“Come with me.” She took his hand, interlacing their fingers, and started off, dragging him along. “I need you.”
Fuck…he needed her, too. Needed her so badly, it ached. So he followed, ignoring the way the bond screamed at him to look back. After all, if his mind was as muddled as he knew it to be, there was no reason to ever disobey her.
When she had seen Azriel in the dining room, Ariadne almost cried. He was there, alive and so very close. She had wanted nothing more than to run to him, wrap herself around him, and never let him go again. It had taken all of her self-control not to act upon her urges and to remember what Phulan had warned on their way over: Melia cannot know the truth.
It had been the only thing holding her back as she asked Phulan questions about what to say, though her heart had ached. He had looked right at her, yet somehow did not seem to fully recognize her right away. His eyes had widened after a moment as though registering that she had, in fact, been real.
Then Phulan grabbed her wrist and yanked her away.
“What is it?” Ariadne looked back over her shoulder to where Azriel had been, just around the corner. “He was right there. I thought I needed to speak with him.”
Phulan said nothing at first, merely shaking her head until they were tucked into a corner alone. Her amethyst eyes were wide with warning, though her expression gave nothing away to onlookers as she said, “Something’s wrong. He’s not himself.”
“Of course he is not,” Ariadne breathed. “He has been imprisoned for weeks!”
“No.” Phulan nodded over her shoulder with a grimace. “Look.”
Azriel crashed out of the room, stumbling over his own feet and slamming into a table, spilling the drinks across the floor. His bright red eyes almost glowed as they scanned the room, his nostrils flaring as though following her by scent alone. He blinked rapidly, and his face screwed up in a heart-deep pain at first.
And that was when she understood. She had never seen him so out of sorts. Like his mind would not clear and nothing stayed in focus. Never had she seen him so uncoordinated. Not even as he had been bleeding out in the Pits.
“What did she do to him?” she whispered, stomach knotting.
Her heart thundered as another woman whispered something to her friend, set down her drink, and hurried over to him. Even over the hushed commentary, she could hear what the woman said with her vampire ears. She knew by the way his eyes darkened and how he leaned into her touch that he believed that imposter to be her.
She lurched forward. She had to stop it. He would not be able to live with himself if he realized what he was about to do. The bond connecting him to her ran too deep for infidelity, and she could not live with herself if she could have prevented it yet did nothing.
But Phulan held firm to her wrist and squeezed hard. “Do. Not. Move.”
“Please…”
“You’ll ruin everything.”
“I cannot let him—”
“You must.” The urgency in her tone made Ariadne peel her eyes from the disaster before her. Phulan stared at her with more intensity than she had ever seen before. “Would you rather help him heal later…or watch him die now?”
She did not need to voice her answer.
So Ariadne watched in horror as the mage locked her hand with Azriel’s and started up a set of stairs to the second floor. She knew what happened to the prisoners in the rooms above. They were used like toys and expected to fulfill any demand, no matter how atrocious. The notion had mortified her the last time she visited Melia’s home. She knew all too well that feeling of helplessness.
Now she wanted to vomit.
“I will kill her.” The words left Ariadne on a breath before she could consider the truthfulness behind them. Her heart burned, the agony spreading through her like wildfire. “I swear to any god listening, I will kill her for this.”
Phulan’s grip loosened. “Not yet. Now get ready to play nice.”
Ariadne frowned, dragging her gaze from where her drugged husband had disappeared. Melia entered, likely drawn by the ruckus, back straight and a small smile curling her red-painted lips, and surveyed the room.
Upon seeing the two of them, she swept forward. Her layered gossamer gown matched her eyes, each movement like quicksilver. Had she seen the final moments between Azriel and the human?
“Phulan. Cressida.” Melia lifted her glass toward them as she approached. “I am pleased to see you join us again.”
Ariadne forced herself back into character. Cressida would not care about that prisoner. At least not the way she did. Instead, she curtsied to the mage and plastered a tight smile to her face. “Desmo. I am honored to have received the invitation.”
“Now, now.” Melia gave her a wink. “Friends don’t bow to one another. Be at ease.”
“I didn’t know he was a prisoner under your watch,” Phulan said, nodding toward the hall through which Azriel had disappeared. “I’m surprised you haven’t run him through yourself.”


» **TASK STATEMENT**: Copy every record exactly as it stands. Leave the pictures out.
┌─ GIVEN RECORDS
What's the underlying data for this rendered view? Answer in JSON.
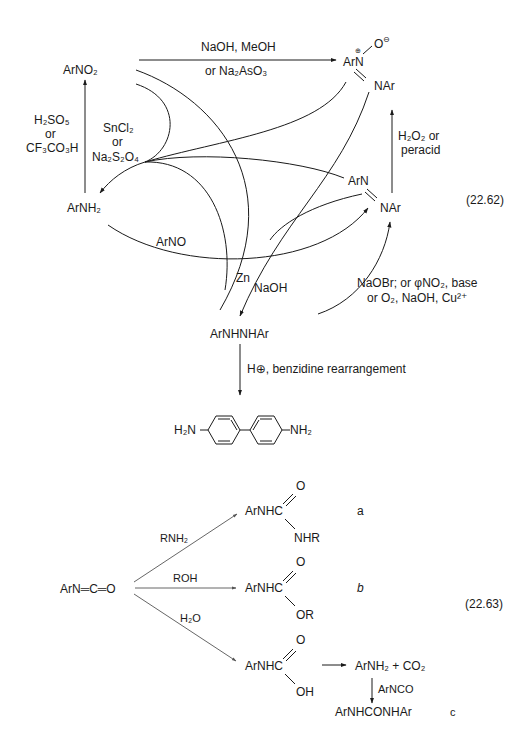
{
  "equation_1": {
    "number": "(22.62)",
    "species": {
      "nitro": "ArNO₂",
      "amine": "ArNH₂",
      "azoxy_top_left": "ArN",
      "azoxy_plus": "⊕",
      "azoxy_oxygen": "O",
      "azoxy_minus": "⊖",
      "azoxy_bottom": "NAr",
      "azo_top": "ArN",
      "azo_bottom": "NAr",
      "hydrazo": "ArNHNHAr",
      "benzidine_left": "H₂N",
      "benzidine_right": "NH₂"
    },
    "reagents": {
      "nitro_to_azoxy_line1": "NaOH, MeOH",
      "nitro_to_azoxy_line2": "or Na₂AsO₃",
      "amine_to_nitro_line1": "H₂SO₅",
      "amine_to_nitro_line2": "or",
      "amine_to_nitro_line3": "CF₃CO₃H",
      "reduction_line1": "SnCl₂",
      "reduction_line2": "or",
      "reduction_line3": "Na₂S₂O₄",
      "azo_to_azoxy_line1": "H₂O₂ or",
      "azo_to_azoxy_line2": "peracid",
      "amine_to_azo": "ArNO",
      "zn": "Zn",
      "naoh": "NaOH",
      "hydrazo_to_azo_line1": "NaOBr; or φNO₂, base",
      "hydrazo_to_azo_line2": "or O₂, NaOH, Cu²⁺",
      "benzidine": "H⊕, benzidine rearrangement"
    }
  },
  "equation_2": {
    "number": "(22.63)",
    "reactant": "ArN═C═O",
    "branches": [
      {
        "reagent": "RNH₂",
        "product_core": "ArNHC",
        "product_o": "O",
        "product_sub": "NHR",
        "label": "a"
      },
      {
        "reagent": "ROH",
        "product_core": "ArNHC",
        "product_o": "O",
        "product_sub": "OR",
        "label": "b"
      },
      {
        "reagent": "H₂O",
        "product_core": "ArNHC",
        "product_o": "O",
        "product_sub": "OH",
        "label": "c"
      }
    ],
    "decomposition": {
      "products": "ArNH₂ + CO₂",
      "reagent": "ArNCO",
      "final": "ArNHCONHAr"
    }
  }
}
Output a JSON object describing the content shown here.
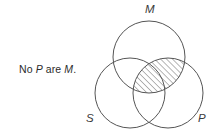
{
  "figure": {
    "type": "venn-diagram",
    "caption": {
      "prefix": "No ",
      "term1": "P",
      "middle": " are ",
      "term2": "M",
      "suffix": "."
    },
    "caption_full": "No P are M.",
    "stroke_color": "#555555",
    "hatch_color": "#777777",
    "background_color": "#ffffff",
    "circles": [
      {
        "id": "M",
        "label": "M",
        "cx": 149,
        "cy": 57,
        "r": 36
      },
      {
        "id": "S",
        "label": "S",
        "cx": 130,
        "cy": 93,
        "r": 35
      },
      {
        "id": "P",
        "label": "P",
        "cx": 168,
        "cy": 93,
        "r": 35
      }
    ],
    "shaded_region": {
      "id": "M-and-P",
      "description": "intersection of M and P",
      "fill": "diagonal-hatch",
      "hatch_angle_degrees": 45,
      "hatch_spacing_px": 3
    },
    "labels": {
      "m": "M",
      "s": "S",
      "p": "P"
    }
  }
}
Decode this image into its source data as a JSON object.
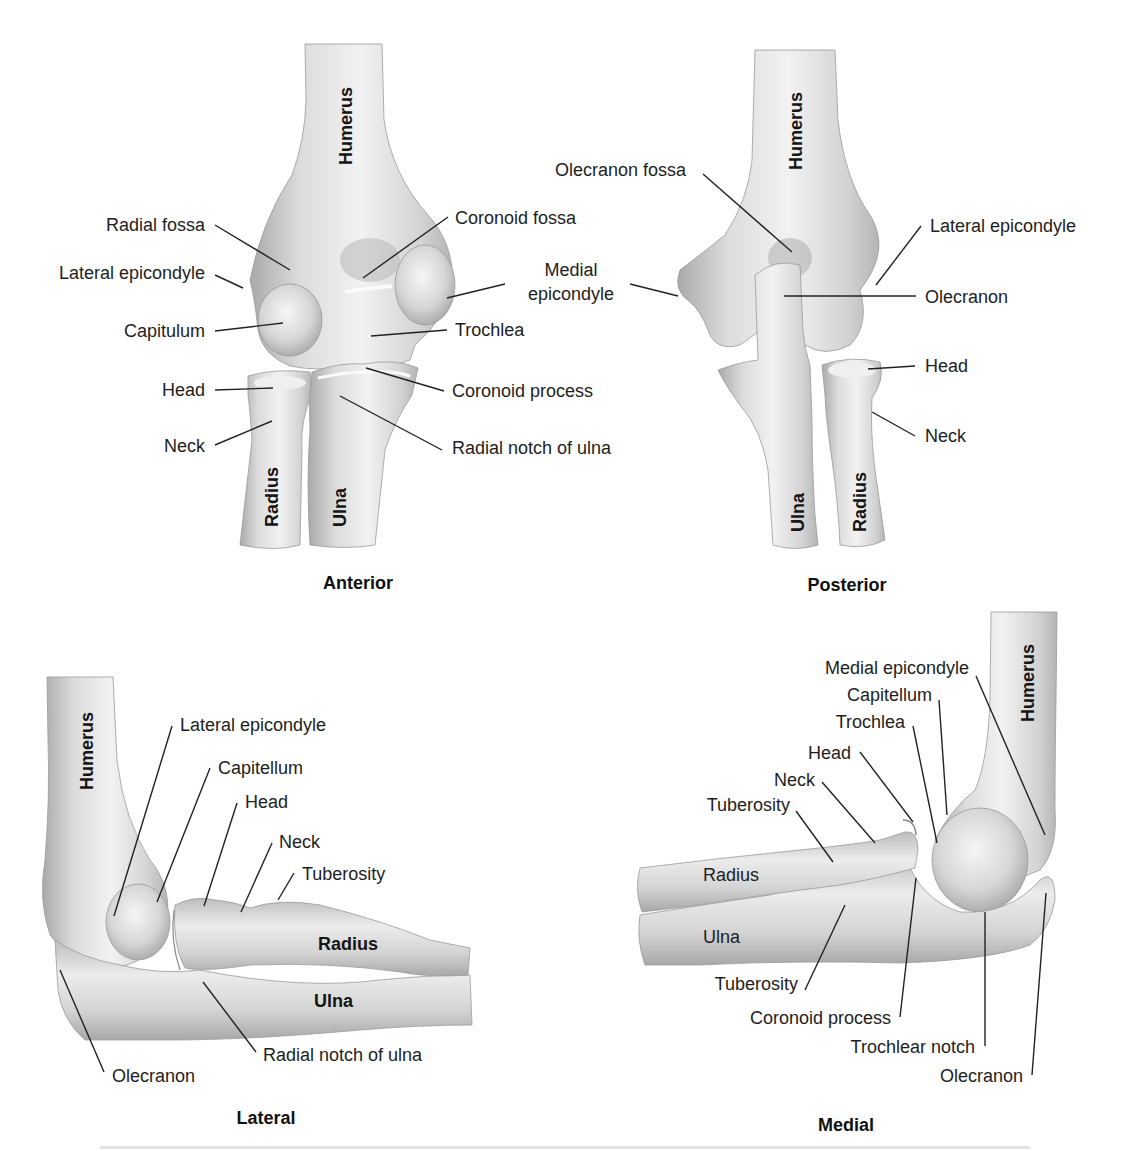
{
  "figure": {
    "views": {
      "anterior": {
        "title": "Anterior",
        "bones": {
          "humerus": "Humerus",
          "radius": "Radius",
          "ulna": "Ulna"
        },
        "labels": {
          "radial_fossa": "Radial fossa",
          "lateral_epicondyle": "Lateral epicondyle",
          "capitulum": "Capitulum",
          "head": "Head",
          "neck": "Neck",
          "coronoid_fossa": "Coronoid fossa",
          "trochlea": "Trochlea",
          "coronoid_process": "Coronoid process",
          "radial_notch_of_ulna": "Radial notch of ulna"
        }
      },
      "posterior": {
        "title": "Posterior",
        "bones": {
          "humerus": "Humerus",
          "radius": "Radius",
          "ulna": "Ulna"
        },
        "labels": {
          "olecranon_fossa": "Olecranon fossa",
          "medial_epicondyle_line1": "Medial",
          "medial_epicondyle_line2": "epicondyle",
          "lateral_epicondyle": "Lateral epicondyle",
          "olecranon": "Olecranon",
          "head": "Head",
          "neck": "Neck"
        }
      },
      "lateral": {
        "title": "Lateral",
        "bones": {
          "humerus": "Humerus",
          "radius": "Radius",
          "ulna": "Ulna"
        },
        "labels": {
          "lateral_epicondyle": "Lateral epicondyle",
          "capitellum": "Capitellum",
          "head": "Head",
          "neck": "Neck",
          "tuberosity": "Tuberosity",
          "radial_notch_of_ulna": "Radial notch of ulna",
          "olecranon": "Olecranon"
        }
      },
      "medial": {
        "title": "Medial",
        "bones": {
          "humerus": "Humerus",
          "radius": "Radius",
          "ulna": "Ulna"
        },
        "labels": {
          "medial_epicondyle": "Medial epicondyle",
          "capitellum": "Capitellum",
          "trochlea": "Trochlea",
          "head": "Head",
          "neck": "Neck",
          "tuberosity_radius": "Tuberosity",
          "tuberosity_ulna": "Tuberosity",
          "coronoid_process": "Coronoid process",
          "trochlear_notch": "Trochlear notch",
          "olecranon": "Olecranon"
        }
      }
    }
  }
}
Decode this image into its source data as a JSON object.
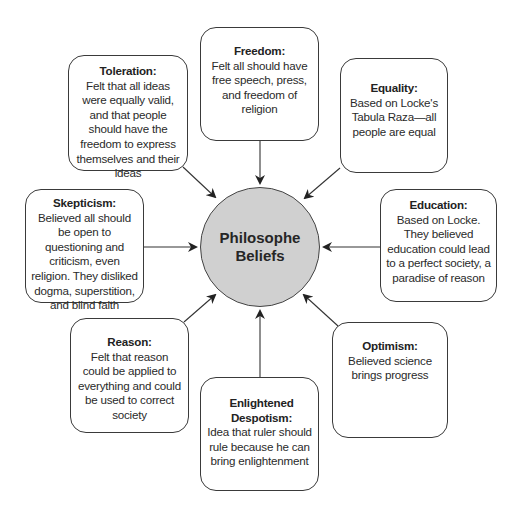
└─
» **SOLVED PROBLEM**:
What's the underlying data for this rendered view? Answer in JSON.
{
  "equation_1": {
    "number": "(22.62)",
    "species": {
      "nitro": "ArNO₂",
      "amine": "ArNH₂",
      "azoxy_top_left": "ArN",
      "azoxy_plus": "⊕",
      "azoxy_oxygen": "O",
      "azoxy_minus": "⊖",
      "azoxy_bottom": "NAr",
      "azo_top": "ArN",
      "azo_bottom": "NAr",
      "hydrazo": "ArNHNHAr",
      "benzidine_left": "H₂N",
      "benzidine_right": "NH₂"
    },
    "reagents": {
      "nitro_to_azoxy_line1": "NaOH, MeOH",
      "nitro_to_azoxy_line2": "or Na₂AsO₃",
      "amine_to_nitro_line1": "H₂SO₅",
      "amine_to_nitro_line2": "or",
      "amine_to_nitro_line3": "CF₃CO₃H",
      "reduction_line1": "SnCl₂",
      "reduction_line2": "or",
      "reduction_line3": "Na₂S₂O₄",
      "azo_to_azoxy_line1": "H₂O₂ or",
      "azo_to_azoxy_line2": "peracid",
      "amine_to_azo": "ArNO",
      "zn": "Zn",
      "naoh": "NaOH",
      "hydrazo_to_azo_line1": "NaOBr; or φNO₂, base",
      "hydrazo_to_azo_line2": "or O₂, NaOH, Cu²⁺",
      "benzidine": "H⊕, benzidine rearrangement"
    }
  },
  "equation_2": {
    "number": "(22.63)",
    "reactant": "ArN═C═O",
    "branches": [
      {
        "reagent": "RNH₂",
        "product_core": "ArNHC",
        "product_o": "O",
        "product_sub": "NHR",
        "label": "a"
      },
      {
        "reagent": "ROH",
        "product_core": "ArNHC",
        "product_o": "O",
        "product_sub": "OR",
        "label": "b"
      },
      {
        "reagent": "H₂O",
        "product_core": "ArNHC",
        "product_o": "O",
        "product_sub": "OH",
        "label": "c"
      }
    ],
    "decomposition": {
      "products": "ArNH₂ + CO₂",
      "reagent": "ArNCO",
      "final": "ArNHCONHAr"
    }
  }
}
Output a JSON object describing the content shown here.
{
  "figure": {
    "type": "venn-diagram",
    "caption": {
      "prefix": "No ",
      "term1": "P",
      "middle": " are ",
      "term2": "M",
      "suffix": "."
    },
    "caption_full": "No P are M.",
    "stroke_color": "#555555",
    "hatch_color": "#777777",
    "background_color": "#ffffff",
    "circles": [
      {
        "id": "M",
        "label": "M",
        "cx": 149,
        "cy": 57,
        "r": 36
      },
      {
        "id": "S",
        "label": "S",
        "cx": 130,
        "cy": 93,
        "r": 35
      },
      {
        "id": "P",
        "label": "P",
        "cx": 168,
        "cy": 93,
        "r": 35
      }
    ],
    "shaded_region": {
      "id": "M-and-P",
      "description": "intersection of M and P",
      "fill": "diagonal-hatch",
      "hatch_angle_degrees": 45,
      "hatch_spacing_px": 3
    },
    "labels": {
      "m": "M",
      "s": "S",
      "p": "P"
    }
  }
}
Decode this image into its source data as a JSON object.
{
  "figure": {
    "views": {
      "anterior": {
        "title": "Anterior",
        "bones": {
          "humerus": "Humerus",
          "radius": "Radius",
          "ulna": "Ulna"
        },
        "labels": {
          "radial_fossa": "Radial fossa",
          "lateral_epicondyle": "Lateral epicondyle",
          "capitulum": "Capitulum",
          "head": "Head",
          "neck": "Neck",
          "coronoid_fossa": "Coronoid fossa",
          "trochlea": "Trochlea",
          "coronoid_process": "Coronoid process",
          "radial_notch_of_ulna": "Radial notch of ulna"
        }
      },
      "posterior": {
        "title": "Posterior",
        "bones": {
          "humerus": "Humerus",
          "radius": "Radius",
          "ulna": "Ulna"
        },
        "labels": {
          "olecranon_fossa": "Olecranon fossa",
          "medial_epicondyle_line1": "Medial",
          "medial_epicondyle_line2": "epicondyle",
          "lateral_epicondyle": "Lateral epicondyle",
          "olecranon": "Olecranon",
          "head": "Head",
          "neck": "Neck"
        }
      },
      "lateral": {
        "title": "Lateral",
        "bones": {
          "humerus": "Humerus",
          "radius": "Radius",
          "ulna": "Ulna"
        },
        "labels": {
          "lateral_epicondyle": "Lateral epicondyle",
          "capitellum": "Capitellum",
          "head": "Head",
          "neck": "Neck",
          "tuberosity": "Tuberosity",
          "radial_notch_of_ulna": "Radial notch of ulna",
          "olecranon": "Olecranon"
        }
      },
      "medial": {
        "title": "Medial",
        "bones": {
          "humerus": "Humerus",
          "radius": "Radius",
          "ulna": "Ulna"
        },
        "labels": {
          "medial_epicondyle": "Medial epicondyle",
          "capitellum": "Capitellum",
          "trochlea": "Trochlea",
          "head": "Head",
          "neck": "Neck",
          "tuberosity_radius": "Tuberosity",
          "tuberosity_ulna": "Tuberosity",
          "coronoid_process": "Coronoid process",
          "trochlear_notch": "Trochlear notch",
          "olecranon": "Olecranon"
        }
      }
    }
  }
}
Decode this image into its source data as a JSON object.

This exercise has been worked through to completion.